By the time we made it to the end of the line, Lorna’s tray was overflowing, a half of a chicken, heaps of rice, some kind of yellow stuff I couldn’t identify, Jell-O, chocolate cake. I opted for a chicken breast and the cake. I’ve never been known to pass up chocolate.
“Were you ever married?” I asked as we settled at a table in the corner.
“Oh, yes. A no-account man. I left him years ago,” she said. “Truth is, I like it just fine not having a man around. I like my freedom, no one around to bother me ’cause dinner’s not on the table or ’cause he has no clean underwear. You married?”
“No,” I said without explanation. I had no compulsion to tell her my life history.
“Smart. I bet your job keeps you plenty busy too. How is your case going?” she asked.
“It’s going.”
“You thinking the Duvall boy didn’t just drown?”
“Hard to say.” I was there to get information, not give it. And I certainly wasn’t about to confide in Lorna. I figured half of Tortola would know the essence of the conversation by the end of the day. I could just envision her picking up the phone the minute she walked back in the office and calling all her friends, swearing them to secrecy, of course.

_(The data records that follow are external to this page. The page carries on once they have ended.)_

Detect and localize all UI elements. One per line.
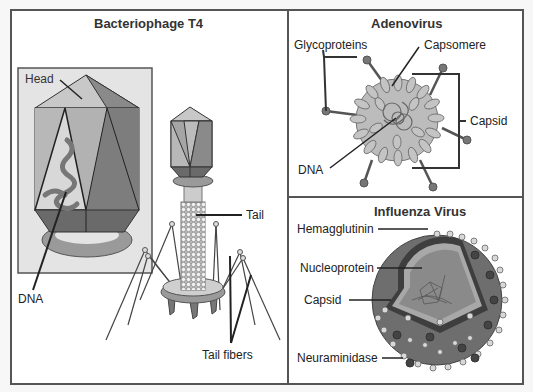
label-glycoproteins: Glycoproteins — [294, 38, 367, 52]
label-capsid-adeno: Capsid — [470, 114, 507, 128]
phage-head-inset — [18, 68, 152, 273]
adenovirus-title: Adenovirus — [371, 16, 443, 31]
label-head: Head — [25, 72, 54, 86]
virus-illustrations — [0, 0, 533, 392]
influenza-illustration — [372, 231, 508, 371]
label-tail-fibers: Tail fibers — [202, 348, 253, 362]
phage-title: Bacteriophage T4 — [94, 16, 203, 31]
influenza-title: Influenza Virus — [374, 204, 466, 219]
label-hemagglutinin: Hemagglutinin — [297, 222, 374, 236]
label-capsid-influenza: Capsid — [304, 293, 341, 307]
label-capsomere: Capsomere — [424, 38, 486, 52]
label-neuraminidase: Neuraminidase — [297, 351, 378, 365]
adenovirus-illustration — [322, 50, 471, 191]
label-tail: Tail — [246, 208, 264, 222]
label-nucleoprotein: Nucleoprotein — [300, 261, 374, 275]
label-dna-phage: DNA — [18, 292, 43, 306]
label-dna-adeno: DNA — [298, 163, 323, 177]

She kept after it, though, failing to pick up on the fact that I wasn’t interested in talking about it.
“Who is this Stepanopolis fella?” she asked.
“Just a name and a face in a photo. I’m sure it’s nothing.”
“Yeah, I bet you have to follow all kinds of false leads,” she said. “Most of the time things are just what they seem. I think that boy just drowned. And I’d bet that Reardon was plain drunk and looking for a good time when he broke in your room. He was always whoring around. Oh, Ms. Sampson, not that he should have thought you were a prospect,” she added quickly, blushing.
“How do you know Reardon?”
“Didn’t really know him. Just heard things.”
“What kind of things?”
“Guy was a bastard. Excuse my French, but he treated his family like dirt. Guess he got what he deserved. I wouldn’t be surprised if some jealous boyfriend or husband did him in. He was askin’ for it.”
“Do you remember talking to Michael Duvall, or a message being on the machine the morning he disappeared?”
“No. I already tole the chief.”
“What time did you get into the office?”
“I was in on time that day, just like always. There weren’t no calls.” She obviously didn’t like my questioning her work ethic.